By Andie Kim

Writing Program professor Christian Thomas developed and created UCSB’s first interactive, choose-your-own-adventure game for an undergraduate writing course.

While I was registering for my spring classes, I came across a writing course that instantly caught my attention. “Rome: The Game” is a lower-division course taught by Christian Thomas, a lecturer in UC Santa Barbara’s Writing Program as well as the associate director of the Center for Digital Games Research. The online course is presented as an adventure narrative game in which students are able to experience Rome’s rich history of art and archeology.

Spring 2023 marked only the second time in UCSB history that the course has been taught, and it was brought to fruition with the help of the Innovative Learning Technology Initiative Grant, awarded to Thomas in 2019 to support the development of the game.

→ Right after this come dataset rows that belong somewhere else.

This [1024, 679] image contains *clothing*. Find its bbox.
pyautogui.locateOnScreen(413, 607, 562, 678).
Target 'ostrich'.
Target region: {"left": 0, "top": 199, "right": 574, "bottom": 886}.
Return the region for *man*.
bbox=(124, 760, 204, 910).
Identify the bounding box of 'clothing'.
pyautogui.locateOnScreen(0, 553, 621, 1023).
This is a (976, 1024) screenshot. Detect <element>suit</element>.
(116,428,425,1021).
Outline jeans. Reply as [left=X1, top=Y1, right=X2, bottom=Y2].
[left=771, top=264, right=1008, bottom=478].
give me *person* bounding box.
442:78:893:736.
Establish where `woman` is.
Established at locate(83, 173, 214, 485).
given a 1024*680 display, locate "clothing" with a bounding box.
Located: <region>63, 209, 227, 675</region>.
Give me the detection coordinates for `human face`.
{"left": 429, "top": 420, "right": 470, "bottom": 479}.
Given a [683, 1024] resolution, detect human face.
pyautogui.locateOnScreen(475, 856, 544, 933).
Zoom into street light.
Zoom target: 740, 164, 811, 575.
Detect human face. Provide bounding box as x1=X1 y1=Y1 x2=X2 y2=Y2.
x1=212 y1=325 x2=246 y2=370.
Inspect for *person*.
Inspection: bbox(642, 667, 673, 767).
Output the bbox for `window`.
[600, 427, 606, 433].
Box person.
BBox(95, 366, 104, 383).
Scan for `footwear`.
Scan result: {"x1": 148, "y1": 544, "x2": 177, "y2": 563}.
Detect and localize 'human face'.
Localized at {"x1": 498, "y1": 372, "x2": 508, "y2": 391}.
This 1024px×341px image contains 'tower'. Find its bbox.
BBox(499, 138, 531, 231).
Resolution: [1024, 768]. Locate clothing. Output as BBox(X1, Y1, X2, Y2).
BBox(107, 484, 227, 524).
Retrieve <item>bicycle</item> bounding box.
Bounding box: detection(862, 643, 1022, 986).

“Rome: The Game” had an enrollment of 204 students in 2022 made it the largest class offered in the Writing Program, where most other courses offer only 25 spots per section.

“The game starts with a mystery involving an ancient statue, and so that's always in players' minds as they're visiting different places in the game — whether that's a museum, a well-known site like the Pantheon, or at an archaeological dig,” Thomas said.

“Rome: The Game" responds to a player’s choices in real time, and is embedded with a host of interactive images, videos, readings, podcasts, and assignments for students to engage with.

The game itself was built in Twine, an open-source tool that allows for an interactive, non-linear, playable story. The result of the game depends on a player’s choices and ensuing consequences, which enables students to explore choices and watch the results play out in real time. It’s mainly text-based but also contains a myriad of images, videos, readings, podcasts, and assignments embedded into the game. Assignments that link the game to the course mainly focus on writing, with a key emphasis on the research process.

Developing the course during the pandemic meant Thomas was mindful of relationships and emotional aspects of learning, while he devised the game.

 “Players also meet other characters who they form close relationships with, and I think the character relationships are probably the main sources of emotional engagement with the course,” he said. “That emotion gets directed toward key learning goals, which involve the looting of antiquities and their sale on the mafia-run black market.”

Andie Kim is a third-year UC Santa Barbara student majoring in Communication. She conducted this interview for her Digital Journalism class.